Looking at how Covid went, public skepticism about science can often be driven by nonsense . Therefore, I am not saying that we need experts who can convince Marjorie Green that space lasers and vaccines are not killing babies..
The truth is I dont understand these issues any better than Marjorie Green does (well okay probably better than Marjorie Green but that is a low bar), but our concerns are over very different matters. Mine is more of a generic concern about deregulation from the private sector not distrust of democratic governance or mainstream scientific consensus.
I posted this elsewhere -a really cool oped by Dr Francis Collins of the NIH that is tangentially relevant to all of this:
https://www.nytimes.com/2024/09/20/opinion/covid-vaccines-truth-life-death.html
Thanks for all the reading material again .
OKIsItJustMe
(20,621 posts)Try the Working Group III report of IPCC AR6. Youre particularly interested in Chapter 12.
https://www.ipcc.ch/report/ar6/wg3/downloads/report/IPCC_AR6_WGIII_Chapter12.pdf
Especially 12.3.3 CDR Governance and Policies
jfz9580m
(15,382 posts)Light read indeed
Section 12.4 is of particular interest to me because our food system is so messed up. We are not following even rudimentary tenets of animal welfare (thanks to horrors like factory farming) as well as ignoring both environmental concerns and concerns related to human health.
RandomNumbers
(18,127 posts)A truism that sadly failed to resonate with too many "progressives" or others in 2016.
** obviously the bigger part of the 2016 problem was the uninformed and/or deplorable who have a weird idea of "progress" or "good" in the first place - but if the number of "progressives" I knew who sat on their hands (or worse) on Election Day; or trash-talked Hillary right up to Election Day then said they "held their nose and voted for her" - if that is at all indicative, they very well may have cost the election, and 4years of horrific backtracking on many fronts including climate change.

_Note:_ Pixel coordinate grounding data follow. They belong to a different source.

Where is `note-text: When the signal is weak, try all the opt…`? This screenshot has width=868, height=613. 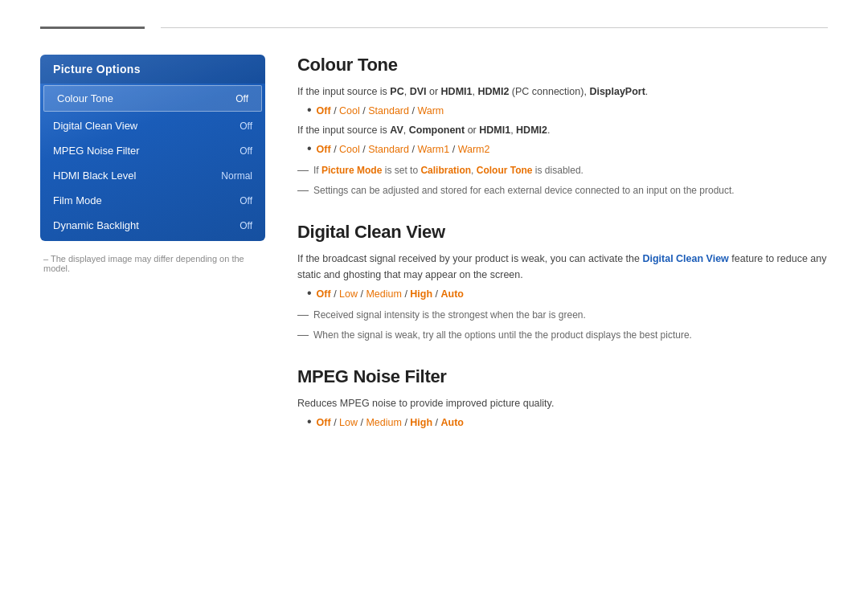
note-text: When the signal is weak, try all the opt… is located at coordinates (503, 336).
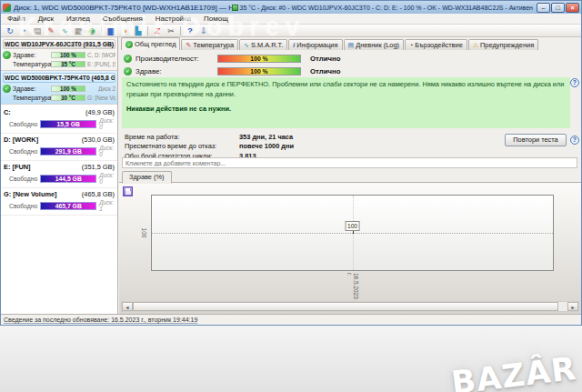  Describe the element at coordinates (315, 45) in the screenshot. I see `tab-information: iИнформация` at that location.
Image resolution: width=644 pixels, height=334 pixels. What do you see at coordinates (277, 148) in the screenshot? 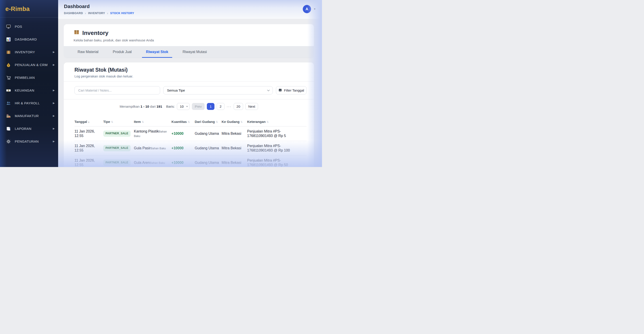
I see `cell-note: Penjualan Mitra #PS-1768110901493 @ Rp 1…` at bounding box center [277, 148].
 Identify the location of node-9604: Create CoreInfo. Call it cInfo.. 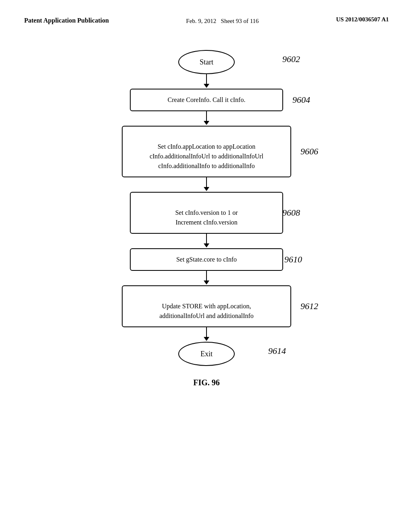
(206, 100).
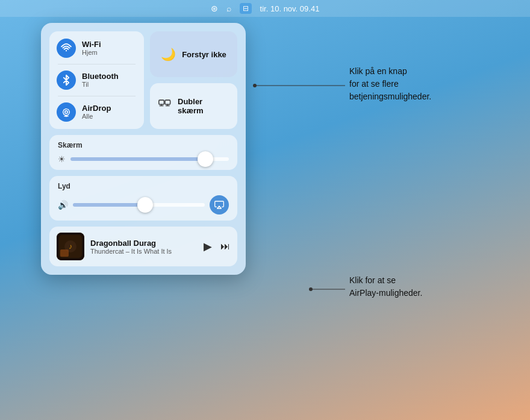 The image size is (530, 420). Describe the element at coordinates (169, 54) in the screenshot. I see `do-not-disturb-icon: 🌙` at that location.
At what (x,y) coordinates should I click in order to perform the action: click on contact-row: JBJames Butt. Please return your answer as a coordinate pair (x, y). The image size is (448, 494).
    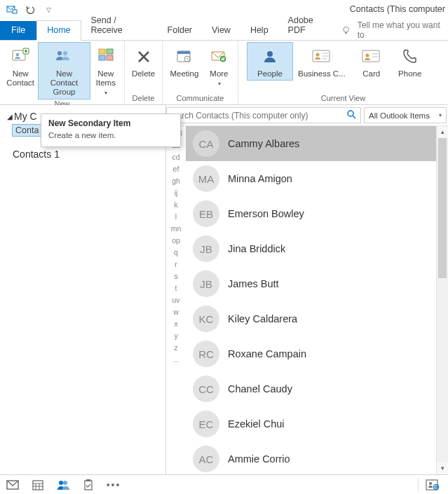
    Looking at the image, I should click on (317, 284).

It is probably too late to avert a certain (terrible) amount of damage. But we can at least slow it down, and reduce the suffering that will result.
OKIsItJustMe
(20,621 posts)I was (guardedly) optimistic in 2008, when Hansen et al summarized things like this:
https://pubs.giss.nasa.gov/docs/2008/2008_Hansen_ha00410c.pdf
The most difficult task, phase-out over the next 20-25 years of coal use that does not capture CO₂, is Herculean, yet feasible when compared with the efforts that went into World War II. The stakes, for all life on the planet, surpass those of any previous crisis. The greatest danger is continued ignorance and denial, which could make tragic consequences unavoidable.
Sadly, since then, carbon dioxide levels have increased relentlessly.
hatrack
(60,827 posts).
OKIsItJustMe
(20,621 posts)Hooray for us! We know no boundaries!
I have always respected your tireless devotion to the environmental cause hatrack .
You have been sounding the alarm here for over 20 years now. I appreciate that commitment to this most important, but bizarrely overlooked issues.
When the environment goes to hell, wars increase (resource scarcity), societal health degrades, civil rights take a hit and yet that simple connection is never made.
I think it is the effort it takes to be a serious environmentalist that seems to turn people off. It is so easy to post feel good hashtags and then carry on with shopping and celebrity gossip etc.